You obviously can’t keep directing it at other people, but you can’t suppress it either. Someone did say to me years ago that my torpor of a depression was anger turned inwards. I thought it was a pretty lazy thing to say, like, how handy for you that you’ve compressed my decades-long depression into one sentence. But now, after some years of looking within myself in order to try to correct my less useful tendencies, I see that they were right.

Anger is not really going to go anywhere, I guess, once you have those tendencies. I think this is brilliant from Maria Popova’s website Brain Pickings.

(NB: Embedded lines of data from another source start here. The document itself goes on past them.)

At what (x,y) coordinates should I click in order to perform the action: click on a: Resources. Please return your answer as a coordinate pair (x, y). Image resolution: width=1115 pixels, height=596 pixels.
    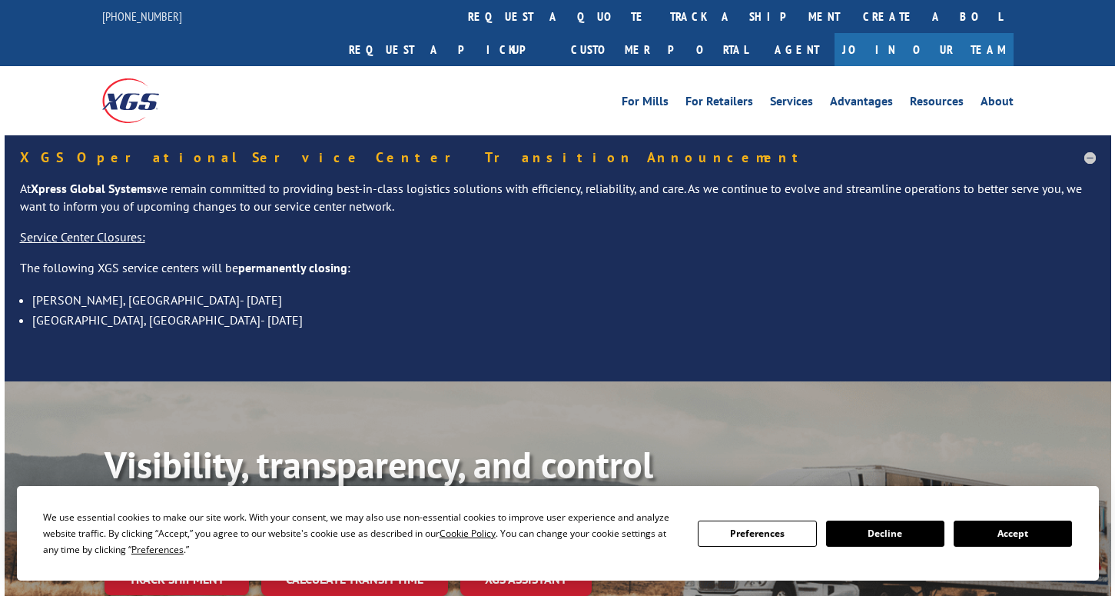
    Looking at the image, I should click on (937, 104).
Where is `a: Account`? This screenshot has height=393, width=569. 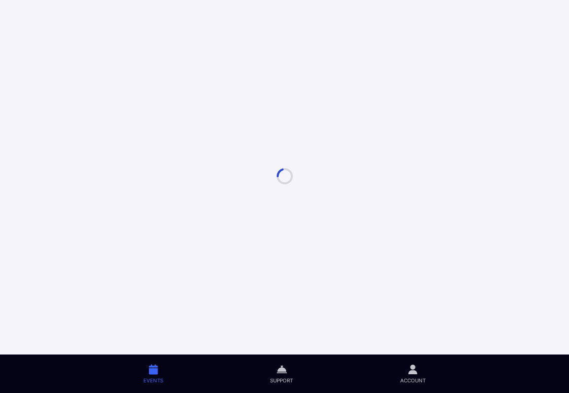 a: Account is located at coordinates (413, 374).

She draws the reader’s attention to the poet May Sarton, who says: ‘Sometimes I think the fits of anger are like a huge creative urge gone into reverse, something dammed up that spills over…’ The creative urge gone into reverse is a great way to put it – it’s some kind of life force; tangible, gone in to reverse, yes. It is something dammed up, for sure. It works with triggers, of course it does – the thing that you are getting angry about now might be small, but it is certainly triggered from something that happened to you in your past.

If you want to grow, really grow as a human being, and become the best one you can be, then you have to spend some time figuring out what these triggers are, and then you have to disable them. They must be unpicked, taken apart and made harmless in their dissection – that’s if you want to stop suffering. And don’t we all?